The Booky Man: Neil Gaiman, Comicus Maximus
I remember a day. I used to run with a dollar bill up to Mr. Branton’s store in Dothan, Alabama, back in a pure and innocent time. I was in a hurry to buy the latest comics the first of every month. Doctor Strange. Captain America. The Incredible Hulk. Enemy Ace. At 12 cents each, I could buy eight of them … and I would read The Fantastic Four, my favorite, cover-to-cover before I got home.
Who knew it was such an insidious and corrupting medium? I say this because in the years between WWII and the advent of the anti-hero—James Dean and Elvis and Jackson Pollock and Bird and all those rebels with a cause—a great scare went across America over the comic book. In the mid-1950s, comics may have been America’s most popular entertainment … and their garish and outrageous content appealed specially to teens—the gawky, suggestible, space aliens of our species.
The lurid comic titles produced by publishers like William Gaines at EC comics, the man who later launched MAD magazine, drove conservative America crazy. Shepherds scrambled to protect their flocks. We had comic book burnings, angry sermons from ministers, speeches from self-righteous pre-McCarthyite politicos and, in general, the first manifestations of what would twenty years later come to be known as The Generation Gap.
All this is to say that in some strange way, comic books have often been the burning spear point of our culture. Comics pioneered, took chances. Comics tested themes and introduced heroes that infused the rest of our culture like the garlic in a stew. (To my own taste, you can never have too much garlic.)
So it is now, today. In the world of comics—I include here the graphic novel, those comics on steroids—it’s a new golden age, a time when the influence of the medium is as strong as it’s ever been. Look at the last two decades’ most popular movies—Avatar, Spider Man, Iron Man, Batman, Superman, X-Men. Comics brought to cinema, all. Look at the art—both Andy Warhol’s soup can and the pop art of Roy Liechtenstein had comic DNA. In these days of time famine and visual obsession, the quick-read graphic novel and Japanese-influenced manga are as hot as anything in our book stores. And the medium is making a cultural imprint. Look at Persepolis. Look at Maus. Check out the brilliant work of the Hernandez Brothers.
But the rock star of the comic world remains a Brit who lives in Minnesota. His name is Neil Gaiman. He has the Midas touch.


**Work instructions:**
Print the records below exactly, with no pictures.

(Records from a collection of figures)
::::

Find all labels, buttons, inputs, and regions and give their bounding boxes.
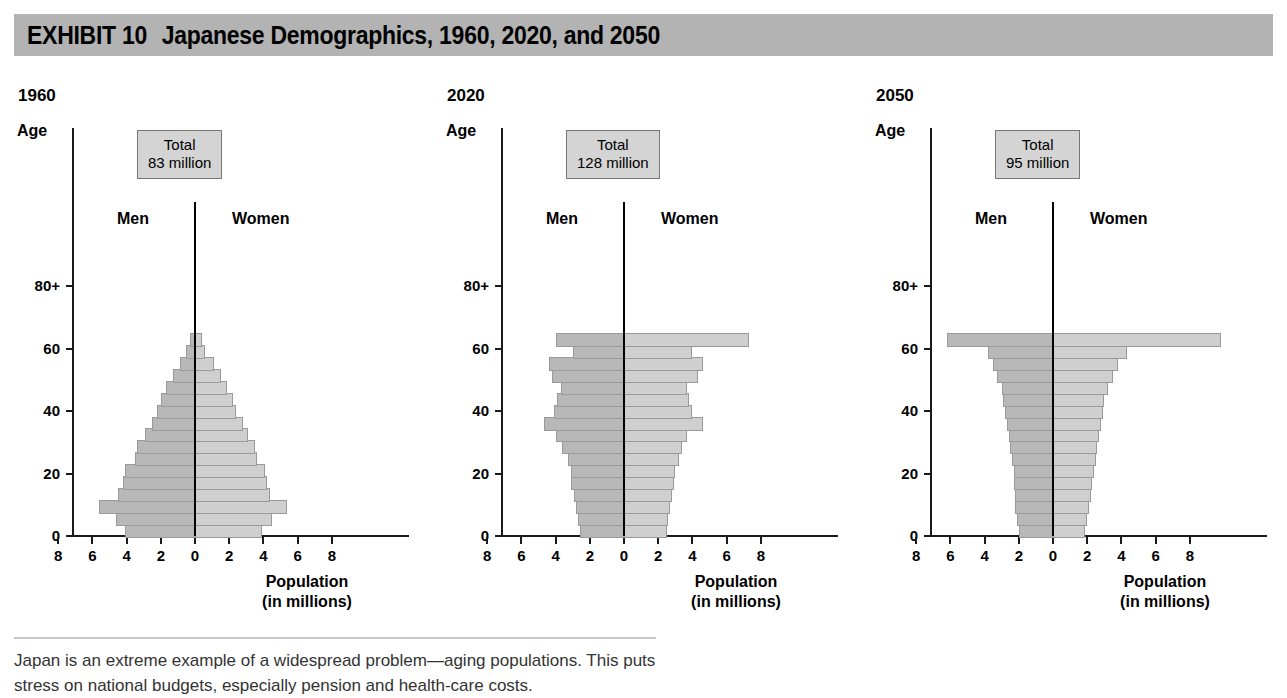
caption-line-1: Japan is an extreme example of a widespr…	[14, 648, 1014, 673]
bar-women	[1053, 464, 1094, 478]
x-axis-tick	[297, 537, 299, 544]
x-axis-tick	[726, 537, 728, 544]
x-axis-tick-label: 8	[1178, 547, 1202, 564]
bar-men	[180, 357, 195, 371]
bar-women	[195, 405, 236, 419]
y-axis-tick	[495, 285, 502, 287]
y-axis-tick	[924, 410, 931, 412]
y-axis-tick-label: 80+	[437, 277, 489, 294]
x-axis-tick-label: 4	[680, 547, 704, 564]
y-axis-tick	[924, 285, 931, 287]
x-axis-tick	[691, 537, 693, 544]
total-label: Total	[577, 136, 649, 154]
pyramid-panel-2020: 2020Age020406080+864202468Total128 milli…	[429, 60, 858, 630]
y-axis-tick	[66, 348, 73, 350]
bar-men	[576, 500, 624, 514]
footer-divider	[14, 637, 656, 639]
bar-women	[1053, 500, 1089, 514]
bar-women	[1053, 476, 1092, 490]
x-axis-tick-label: 6	[715, 547, 739, 564]
bar-men	[549, 357, 624, 371]
bar-men	[561, 381, 624, 395]
y-axis-tick-label: 60	[866, 340, 918, 357]
women-legend-label: Women	[1090, 210, 1147, 228]
bar-women	[1053, 357, 1118, 371]
bar-men	[573, 345, 624, 359]
panel-year-label: 1960	[18, 86, 56, 106]
bar-women	[624, 440, 682, 454]
x-axis-tick	[915, 537, 917, 544]
y-axis-tick-label: 20	[437, 465, 489, 482]
x-axis-tick	[984, 537, 986, 544]
x-axis-tick	[1086, 537, 1088, 544]
bar-women	[1053, 345, 1127, 359]
x-axis-tick-label: 2	[149, 547, 173, 564]
y-axis-tick	[924, 348, 931, 350]
y-axis-tick-label: 60	[437, 340, 489, 357]
y-axis-tick-label: 80+	[8, 277, 60, 294]
bar-men	[544, 417, 624, 431]
zero-center-line	[194, 202, 196, 536]
y-axis-tick-label: 80+	[866, 277, 918, 294]
x-axis-tick-label: 2	[1075, 547, 1099, 564]
y-axis-tick-label: 0	[8, 527, 60, 544]
x-axis-tick	[623, 537, 625, 544]
bar-men	[1014, 476, 1053, 490]
bar-men	[571, 476, 624, 490]
bar-men	[1002, 381, 1053, 395]
bar-men	[993, 357, 1053, 371]
y-axis-title: Age	[875, 122, 905, 140]
x-axis-title-line-2: (in millions)	[1065, 592, 1265, 612]
bar-women	[624, 417, 703, 431]
exhibit-header-text: EXHIBIT 10Japanese Demographics, 1960, 2…	[27, 21, 660, 50]
bar-men	[580, 524, 624, 538]
y-axis-tick-label: 20	[866, 465, 918, 482]
x-axis-tick	[91, 537, 93, 544]
bar-women	[195, 476, 267, 490]
x-axis-tick-label: 6	[1144, 547, 1168, 564]
y-axis-tick	[495, 348, 502, 350]
exhibit-caption: Japan is an extreme example of a widespr…	[14, 648, 1014, 698]
x-axis-tick-label: 0	[1041, 547, 1065, 564]
bar-women	[624, 500, 670, 514]
exhibit-header-band: EXHIBIT 10Japanese Demographics, 1960, 2…	[14, 14, 1273, 56]
y-axis-tick-label: 0	[437, 527, 489, 544]
bar-women	[1053, 405, 1103, 419]
bar-women	[624, 464, 675, 478]
bar-men	[562, 440, 624, 454]
x-axis-tick-label: 4	[251, 547, 275, 564]
x-axis-tick-label: 6	[286, 547, 310, 564]
x-axis-tick	[1018, 537, 1020, 544]
pyramid-panels: 1960Age020406080+864202468Total83 millio…	[0, 60, 1287, 630]
bar-women	[195, 381, 227, 395]
total-label: Total	[148, 136, 211, 154]
x-axis-line	[501, 535, 838, 537]
x-axis-tick	[657, 537, 659, 544]
bar-women	[1053, 381, 1108, 395]
bar-men	[137, 440, 195, 454]
y-axis-tick-label: 40	[437, 402, 489, 419]
total-value: 83 million	[148, 154, 211, 172]
y-axis-tick	[66, 285, 73, 287]
x-axis-tick-label: 8	[46, 547, 70, 564]
total-value: 128 million	[577, 154, 649, 172]
bar-women	[624, 345, 692, 359]
bar-men	[99, 500, 195, 514]
x-axis-tick-label: 0	[183, 547, 207, 564]
bar-women	[624, 524, 667, 538]
pyramid-panel-2050: 2050Age020406080+864202468Total95 millio…	[858, 60, 1287, 630]
x-axis-tick-label: 2	[646, 547, 670, 564]
bar-women	[195, 464, 265, 478]
bar-women	[1053, 440, 1097, 454]
zero-center-line	[1052, 202, 1054, 536]
bar-women	[195, 524, 262, 538]
x-axis-tick-label: 4	[544, 547, 568, 564]
y-axis-tick-label: 40	[866, 402, 918, 419]
x-axis-line	[930, 535, 1267, 537]
exhibit-number: EXHIBIT 10	[27, 21, 147, 49]
bar-women	[195, 500, 287, 514]
x-axis-title-line-1: Population	[636, 572, 836, 592]
exhibit-title: Japanese Demographics, 1960, 2020, and 2…	[162, 21, 660, 49]
x-axis-tick	[520, 537, 522, 544]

::::

**Output for this task:**
Find all labels, buttons, inputs, and regions and give their bounding boxes.
caption-line-1: Japan is an extreme example of a widespr…	[14, 648, 1014, 673]
bar-women	[1053, 464, 1094, 478]
x-axis-tick	[297, 537, 299, 544]
x-axis-tick	[726, 537, 728, 544]
x-axis-tick-label: 8	[1178, 547, 1202, 564]
bar-men	[180, 357, 195, 371]
bar-women	[195, 405, 236, 419]
y-axis-tick	[495, 285, 502, 287]
y-axis-tick	[924, 410, 931, 412]
y-axis-tick-label: 80+	[437, 277, 489, 294]
x-axis-tick-label: 4	[680, 547, 704, 564]
y-axis-tick	[924, 285, 931, 287]
x-axis-tick	[691, 537, 693, 544]
total-label: Total	[577, 136, 649, 154]
pyramid-panel-2020: 2020Age020406080+864202468Total128 milli…	[429, 60, 858, 630]
y-axis-tick	[66, 348, 73, 350]
bar-men	[576, 500, 624, 514]
footer-divider	[14, 637, 656, 639]
bar-women	[1053, 500, 1089, 514]
bar-women	[1053, 476, 1092, 490]
x-axis-tick-label: 6	[715, 547, 739, 564]
bar-men	[549, 357, 624, 371]
bar-men	[561, 381, 624, 395]
y-axis-tick-label: 60	[866, 340, 918, 357]
women-legend-label: Women	[1090, 210, 1147, 228]
bar-women	[1053, 357, 1118, 371]
bar-men	[573, 345, 624, 359]
panel-year-label: 1960	[18, 86, 56, 106]
bar-women	[624, 440, 682, 454]
x-axis-tick	[915, 537, 917, 544]
y-axis-tick-label: 20	[437, 465, 489, 482]
x-axis-tick	[984, 537, 986, 544]
x-axis-tick	[1086, 537, 1088, 544]
bar-women	[1053, 345, 1127, 359]
x-axis-tick-label: 2	[149, 547, 173, 564]
y-axis-tick	[924, 348, 931, 350]
y-axis-tick-label: 60	[437, 340, 489, 357]
y-axis-tick-label: 80+	[8, 277, 60, 294]
bar-men	[544, 417, 624, 431]
zero-center-line	[194, 202, 196, 536]
y-axis-tick-label: 80+	[866, 277, 918, 294]
x-axis-tick-label: 2	[1075, 547, 1099, 564]
y-axis-tick-label: 0	[8, 527, 60, 544]
x-axis-tick	[623, 537, 625, 544]
bar-men	[1014, 476, 1053, 490]
bar-men	[571, 476, 624, 490]
bar-men	[1002, 381, 1053, 395]
bar-men	[993, 357, 1053, 371]
y-axis-title: Age	[875, 122, 905, 140]
x-axis-title-line-2: (in millions)	[1065, 592, 1265, 612]
bar-women	[624, 417, 703, 431]
exhibit-header-text: EXHIBIT 10Japanese Demographics, 1960, 2…	[27, 21, 660, 50]
bar-men	[580, 524, 624, 538]
y-axis-tick-label: 20	[866, 465, 918, 482]
x-axis-tick	[91, 537, 93, 544]
bar-women	[195, 476, 267, 490]
x-axis-tick-label: 6	[1144, 547, 1168, 564]
y-axis-tick	[495, 348, 502, 350]
exhibit-caption: Japan is an extreme example of a widespr…	[14, 648, 1014, 698]
x-axis-tick-label: 0	[1041, 547, 1065, 564]
bar-women	[624, 500, 670, 514]
exhibit-header-band: EXHIBIT 10Japanese Demographics, 1960, 2…	[14, 14, 1273, 56]
y-axis-tick-label: 0	[437, 527, 489, 544]
bar-women	[1053, 405, 1103, 419]
bar-women	[624, 464, 675, 478]
bar-men	[562, 440, 624, 454]
x-axis-tick-label: 4	[251, 547, 275, 564]
x-axis-tick-label: 6	[286, 547, 310, 564]
x-axis-tick	[1018, 537, 1020, 544]
pyramid-panels: 1960Age020406080+864202468Total83 millio…	[0, 60, 1287, 630]
bar-women	[195, 381, 227, 395]
total-label: Total	[148, 136, 211, 154]
x-axis-line	[501, 535, 838, 537]
x-axis-tick	[657, 537, 659, 544]
bar-women	[1053, 381, 1108, 395]
bar-men	[137, 440, 195, 454]
y-axis-tick-label: 40	[437, 402, 489, 419]
total-value: 83 million	[148, 154, 211, 172]
y-axis-tick	[66, 285, 73, 287]
x-axis-tick-label: 8	[46, 547, 70, 564]
total-value: 128 million	[577, 154, 649, 172]
bar-women	[624, 345, 692, 359]
bar-men	[99, 500, 195, 514]
x-axis-tick-label: 0	[183, 547, 207, 564]
bar-women	[624, 524, 667, 538]
pyramid-panel-2050: 2050Age020406080+864202468Total95 millio…	[858, 60, 1287, 630]
x-axis-tick-label: 2	[646, 547, 670, 564]
bar-women	[195, 464, 265, 478]
bar-women	[1053, 440, 1097, 454]
zero-center-line	[1052, 202, 1054, 536]
bar-women	[195, 524, 262, 538]
x-axis-tick-label: 4	[544, 547, 568, 564]
y-axis-tick-label: 40	[866, 402, 918, 419]
x-axis-line	[930, 535, 1267, 537]
exhibit-number: EXHIBIT 10	[27, 21, 147, 49]
bar-women	[195, 500, 287, 514]
x-axis-title-line-1: Population	[636, 572, 836, 592]
exhibit-title: Japanese Demographics, 1960, 2020, and 2…	[162, 21, 660, 49]
x-axis-tick	[520, 537, 522, 544]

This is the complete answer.